In Acts 17:28 Paul makes two references to pagan Greek writings. Compare Acts 17:28a, "in him we live, and move, and have our being” with Epimenides: “O holy and high one … thou livest and abidest for ever, for in thee we live and move and have our being.” Diogenes Laertius, in his Lives of Eminent Philosophers, states that Epimenides delivered Athens from the plague through actions on the Aeropagus (Diogenes Laertius, Lives of Eminent Philosophers, ed. R. D. Hicks [Kansas City Missouri: Harvard University Press, November 1, 2005], 115). Paul's reference to Epimenides was, therefore, most appropriate.

Compare Acts 17:28b, “For we are also his offspring," with: “[His] godhead fills all streets, all thronging marts of men, the boundless sea and all its ports: whose aid all mortals need; for we his offspring are.” (Aratus)

Who was Dionysius the Areopagite? The Christian historian Eusebius, in his Ecclesiastical History, declares: "Dionysius the Areopagite was converted by the Apostle Paul to the faith … and was the first to be appointed to the bishopric of the diocese of Athens.” (Eusebius, Ecclesiastical History 4.23.3). Craig Keener explains: "As a member of the town’s highest aristocratic court, Dionysius ‘the Areopagite’ was undoubtedly a municipal decurion, one of the highest-status converts so far mentioned [in Acts]” (Keener, Acts, 2678).

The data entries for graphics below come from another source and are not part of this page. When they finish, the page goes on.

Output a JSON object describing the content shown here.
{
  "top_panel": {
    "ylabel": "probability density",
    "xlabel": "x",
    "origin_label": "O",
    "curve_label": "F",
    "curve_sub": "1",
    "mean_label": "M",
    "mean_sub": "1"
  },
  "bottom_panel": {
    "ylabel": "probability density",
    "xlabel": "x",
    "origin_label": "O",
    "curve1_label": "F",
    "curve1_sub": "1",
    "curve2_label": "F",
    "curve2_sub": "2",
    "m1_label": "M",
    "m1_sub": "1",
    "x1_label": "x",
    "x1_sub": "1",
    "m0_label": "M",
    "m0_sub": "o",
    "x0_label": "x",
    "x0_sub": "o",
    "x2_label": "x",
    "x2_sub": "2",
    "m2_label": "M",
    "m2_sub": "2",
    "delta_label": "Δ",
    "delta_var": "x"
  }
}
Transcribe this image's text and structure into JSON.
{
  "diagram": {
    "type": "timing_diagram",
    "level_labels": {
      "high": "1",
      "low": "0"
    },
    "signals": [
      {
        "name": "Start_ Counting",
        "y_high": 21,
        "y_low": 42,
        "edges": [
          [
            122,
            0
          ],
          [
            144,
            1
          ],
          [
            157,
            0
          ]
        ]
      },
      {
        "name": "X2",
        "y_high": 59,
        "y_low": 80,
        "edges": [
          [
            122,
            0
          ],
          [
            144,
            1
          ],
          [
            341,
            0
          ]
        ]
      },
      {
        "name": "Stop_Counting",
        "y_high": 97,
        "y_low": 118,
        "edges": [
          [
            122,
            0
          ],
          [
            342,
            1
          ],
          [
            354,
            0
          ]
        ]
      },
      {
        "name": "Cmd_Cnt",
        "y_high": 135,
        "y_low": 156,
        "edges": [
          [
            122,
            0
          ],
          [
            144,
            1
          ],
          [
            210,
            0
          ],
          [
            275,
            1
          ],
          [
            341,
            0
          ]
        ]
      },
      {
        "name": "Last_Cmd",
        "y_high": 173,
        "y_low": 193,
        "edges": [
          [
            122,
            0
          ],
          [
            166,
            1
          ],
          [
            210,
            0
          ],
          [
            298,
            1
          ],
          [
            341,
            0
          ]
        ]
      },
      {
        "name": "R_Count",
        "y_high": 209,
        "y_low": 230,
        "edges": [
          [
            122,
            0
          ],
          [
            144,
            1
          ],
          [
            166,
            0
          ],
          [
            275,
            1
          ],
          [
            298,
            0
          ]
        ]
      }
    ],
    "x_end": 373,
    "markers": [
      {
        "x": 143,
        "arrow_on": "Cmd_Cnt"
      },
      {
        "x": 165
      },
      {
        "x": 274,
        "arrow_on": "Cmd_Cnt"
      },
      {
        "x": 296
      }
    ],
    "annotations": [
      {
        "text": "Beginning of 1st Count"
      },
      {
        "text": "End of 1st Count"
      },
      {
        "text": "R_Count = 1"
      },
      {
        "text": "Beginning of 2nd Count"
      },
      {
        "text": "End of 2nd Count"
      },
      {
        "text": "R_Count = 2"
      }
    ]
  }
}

Sources referenced: Eusebius of Caesarea, Evangelicae Praeparationis Libri XV, ed. E. H. Gifford, 720; M. D. Gibson, Horae Semiticae X, 40; Aratus, Phaenomena 1; F. F. Bruce, The Book of the Acts, The New International Commentary on the New Testament, 338–339; Craig S. Keener, Acts: An Exegetical Commentary: 15:1–23:35, vol. 3, 2657–2661.